This week’s extreme flooding in the northwest, concentrated on Co Donegal, underlines the urgent need to have adequate “adaptation measures” in place as such weather incidents are going to increase in frequency.
That is the verdict of Irish climate change experts, who have no doubt that global warming increased the ferocity of Tuesday's thunder storms.
While there were particular meteorological circumstances that led to the floods, Prof Peter Thorne, who is the director of the Irish climate analysis and research units at Maynooth University, said climate change "undoubtedly increased the magnitude of the event".
As human activity continues to contribute to global warming (by way of carbon emissions), it has “weighted the dice more” so it was “pretty certain that more frequent intense rainfall” would affect Ireland.
The inevitability of “more to come”, he said, related to increased global temperatures. For every degree the globe warmed, the atmosphere can hold 7 per cent more water vapour. The consequence was more rainfall.
He said it was also unlikely that the increase could be confined to 1.5 degrees this century. Even if the world became “carbon neutral” oceans would continue to warm.
As a consequence, in preparedness for climate change, mitigation and adaptation assumed critical importance. That required “getting off the carbon highway”, and taking the right decisions on infrastructure, and insurance, Prof Thorne said.
Raising bridges
It required “climate-smart infrastructure fit for 50 to 100 years’ time”, he said. That could mean bringing flood defence walls up by a metre, reinforcing or raising bridges, and moving road locations to somewhere they were less likely to get flooded.
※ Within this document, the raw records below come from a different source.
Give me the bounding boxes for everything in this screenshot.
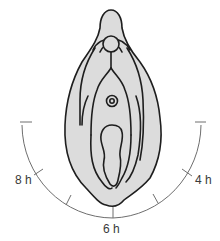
tick-8h [34,169,43,175]
tick-5h [153,194,158,203]
clock-position-diagram: 8 h 6 h 4 h [0,0,220,241]
glans-circle [103,36,119,52]
label-8h: 8 h [15,174,32,186]
tick-7h [66,195,71,205]
anatomy-illustration [0,0,220,241]
label-6h: 6 h [103,223,120,235]
outline-shape [65,10,161,206]
label-4h: 4 h [195,174,212,186]
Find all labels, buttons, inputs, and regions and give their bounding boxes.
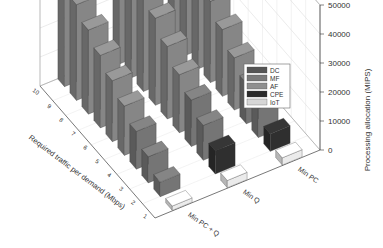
legend-item: AF bbox=[247, 83, 278, 90]
legend-item: DC bbox=[247, 67, 280, 74]
legend-item: CPE bbox=[247, 91, 284, 98]
z-tick-label: 0 bbox=[328, 146, 333, 155]
bar-chart-3d: 10987654321Required traffic per demand (… bbox=[0, 0, 383, 248]
svg-text:DC: DC bbox=[270, 67, 280, 74]
z-tick-label: 10000 bbox=[328, 117, 351, 126]
x-tick-label: 7 bbox=[70, 130, 77, 137]
x-tick-label: 3 bbox=[118, 185, 125, 192]
svg-text:IoT: IoT bbox=[270, 99, 279, 106]
svg-text:MF: MF bbox=[270, 75, 279, 82]
legend-item: IoT bbox=[247, 99, 279, 106]
z-tick-label: 50000 bbox=[328, 1, 351, 10]
legend-item: MF bbox=[247, 75, 279, 82]
legend: DCMFAFCPEIoT bbox=[244, 64, 290, 108]
category-label: Min PC + Q bbox=[186, 211, 221, 239]
svg-text:AF: AF bbox=[270, 83, 278, 90]
z-tick-label: 30000 bbox=[328, 59, 351, 68]
x-tick-label: 5 bbox=[94, 158, 101, 165]
svg-text:CPE: CPE bbox=[270, 91, 284, 98]
x-tick-label: 10 bbox=[32, 87, 41, 96]
x-tick-label: 4 bbox=[106, 172, 113, 179]
z-axis-title: Processing allocation (MIPS) bbox=[363, 68, 372, 171]
category-label: Min PC bbox=[297, 165, 320, 184]
x-tick-label: 1 bbox=[142, 213, 149, 220]
x-tick-label: 8 bbox=[58, 117, 65, 124]
z-tick-label: 20000 bbox=[328, 88, 351, 97]
z-tick-label: 40000 bbox=[328, 30, 351, 39]
category-label: Min Q bbox=[241, 188, 261, 206]
x-tick-label: 2 bbox=[130, 199, 137, 206]
x-tick-label: 6 bbox=[82, 144, 89, 151]
x-tick-label: 9 bbox=[46, 103, 53, 110]
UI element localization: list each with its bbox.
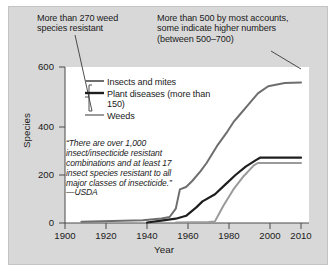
figure-panel: More than 270 weed species resistant Mor… bbox=[8, 6, 328, 265]
usda-quote-text: “There are over 1,000 insect/insecticide… bbox=[66, 138, 172, 188]
x-tick-label-1960: 1960 bbox=[173, 230, 203, 241]
x-axis-title: Year bbox=[119, 244, 209, 255]
annotation-weeds: More than 270 weed species resistant bbox=[37, 13, 149, 34]
x-tick-label-2000: 2000 bbox=[255, 230, 285, 241]
usda-quote-block: “There are over 1,000 insect/insecticide… bbox=[66, 129, 188, 208]
annotation-insects: More than 500 by most accounts, some ind… bbox=[157, 13, 325, 44]
y-axis-title: Species bbox=[21, 101, 32, 161]
y-tick-label-0: 0 bbox=[28, 217, 54, 228]
plot-wrapper: More than 270 weed species resistant Mor… bbox=[9, 7, 327, 264]
x-tick-label-1980: 1980 bbox=[214, 230, 244, 241]
y-axis-ticks bbox=[59, 67, 65, 223]
legend-label-insects-and-mites: Insects and mites bbox=[107, 77, 176, 87]
x-tick-label-1900: 1900 bbox=[50, 230, 80, 241]
legend-label-weeds: Weeds bbox=[107, 111, 135, 121]
x-tick-label-1920: 1920 bbox=[91, 230, 121, 241]
y-tick-label-200: 200 bbox=[28, 169, 54, 180]
legend-label-plant-diseases: Plant diseases (more than 150) bbox=[107, 89, 225, 110]
x-tick-label-2010: 2010 bbox=[286, 230, 316, 241]
y-tick-label-600: 600 bbox=[28, 61, 54, 72]
y-tick-label-400: 400 bbox=[28, 121, 54, 132]
x-axis-ticks bbox=[65, 223, 301, 229]
insects-annotation-leader bbox=[271, 51, 301, 69]
x-tick-label-1940: 1940 bbox=[132, 230, 162, 241]
usda-quote-source: —USDA bbox=[66, 188, 188, 198]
Landslides in Donegal were not just a consequence of climate change, he said. Land use and environmental practice had to come into play as these factors “could mitigate or make worse a climate event”. Consideration of better “soft infrastructure” such as woodlands and breaks in farmland were also necessary.
On insurance issues, he said with increased frequency of extreme weather came greater issues for society to contend with. “It gets extremely difficult and contentious very quickly.”
TCD professor of geography Peter Coxon highlighted differences between previous widespread flooding in the Shannon region and that which hit Donegal.
The recent deluge hit mountains and hilly areas with impermeable rocks overlain by peat and wet soils, which meant "the landscape was going to react". It was "not as simple as not building on floodplains". There needed to be greater research on areas vulnerable to floods and landslides, he told RTÉ's Morning Ireland.
There were particular difficulties with older infrastructure which was not engineered to accommodate for rare extreme weather events. He agreed that €430 million set aside for flood defences between now and 2021 was not enough. Local authorities needed to be able to advise on methods to protect property and lives from such events.
National adaptation plan
The Government is required to publish a “national adaptation plan” to set out specifically what measures it will take to address climate change impacts, notably relating to infrastructure, planning and flood relief.
Minster for Climate Action and the Environment Denis Naughten has acknowledged that it will require funding to address likely damage – the plan is due to be published in coming months. Since last year local authorities are required to have their own mitigation plans.
EPA director general Laura Burke warned last year of the critical role of local authorities in reducing vulnerabilities.
“Simply cleaning up after flood and storm events is no longer enough. We must now plan to adapt our economy, society and environment to deal with the reality of climate change, and to manage the risks it poses to our way of life, livelihoods and wellbeing.”